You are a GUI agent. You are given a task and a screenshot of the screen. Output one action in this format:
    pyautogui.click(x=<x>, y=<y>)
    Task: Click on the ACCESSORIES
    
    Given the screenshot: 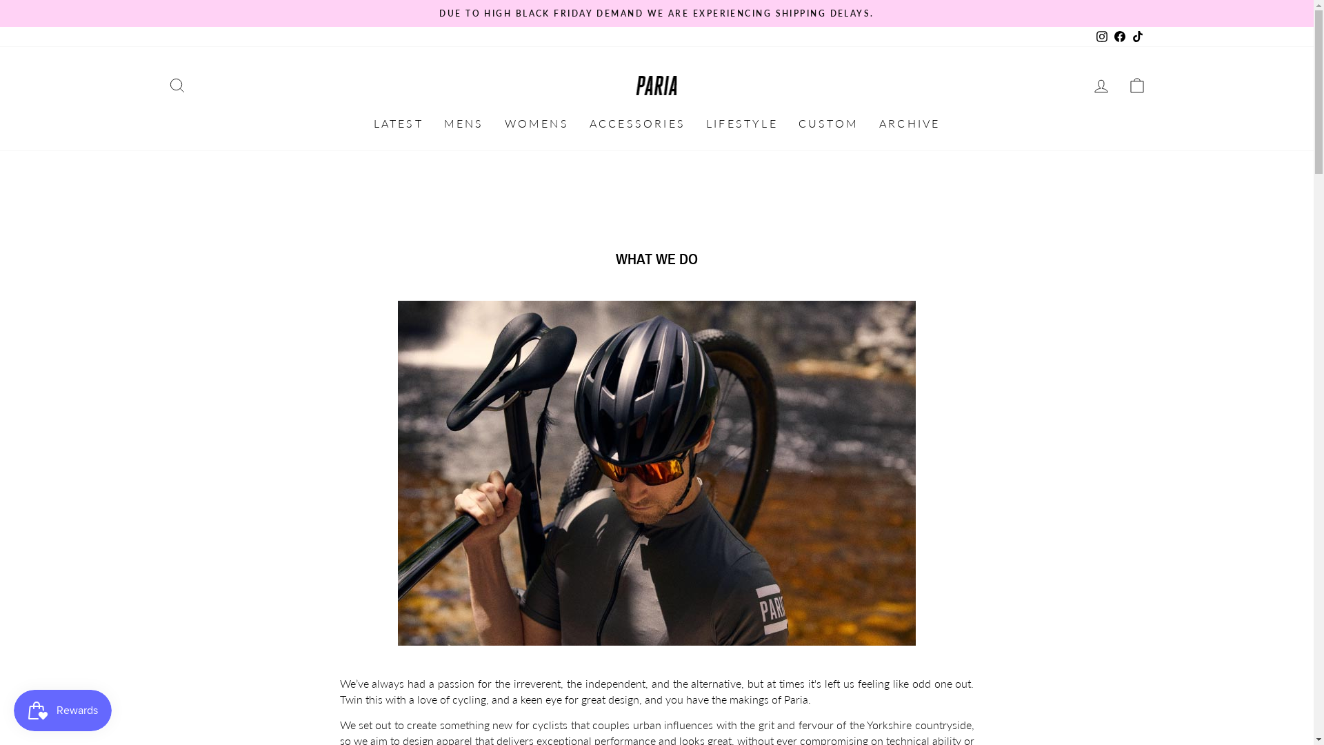 What is the action you would take?
    pyautogui.click(x=637, y=123)
    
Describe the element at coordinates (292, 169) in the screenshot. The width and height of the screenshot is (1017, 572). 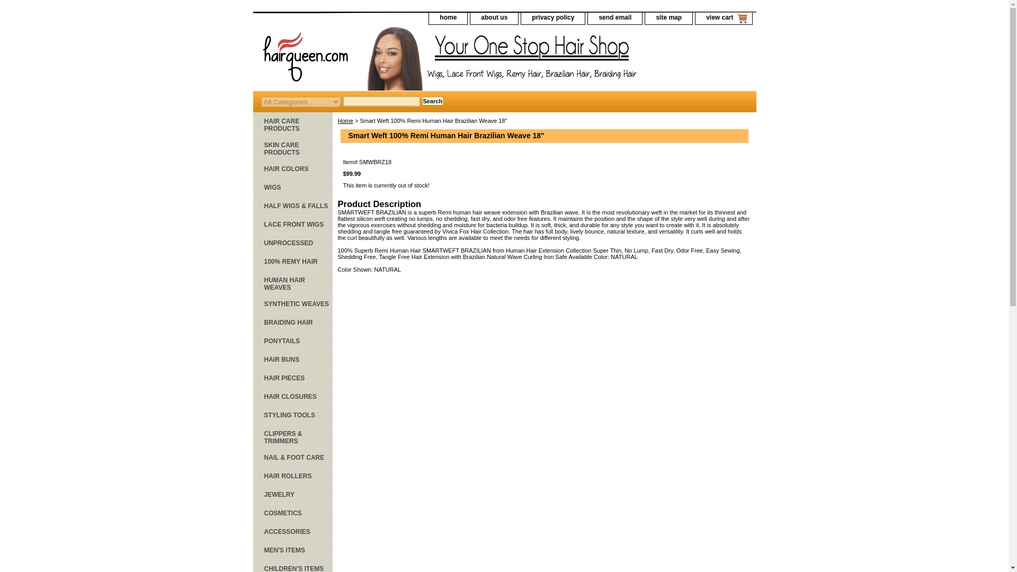
I see `HAIR COLORS` at that location.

Brief: Give the lines from the one containing "Describe the element" through the last line of the material again, exactly and with no pictures, both ends included.

Written answer:
Describe the element at coordinates (292, 169) in the screenshot. The width and height of the screenshot is (1017, 572). 
I see `HAIR COLORS` at that location.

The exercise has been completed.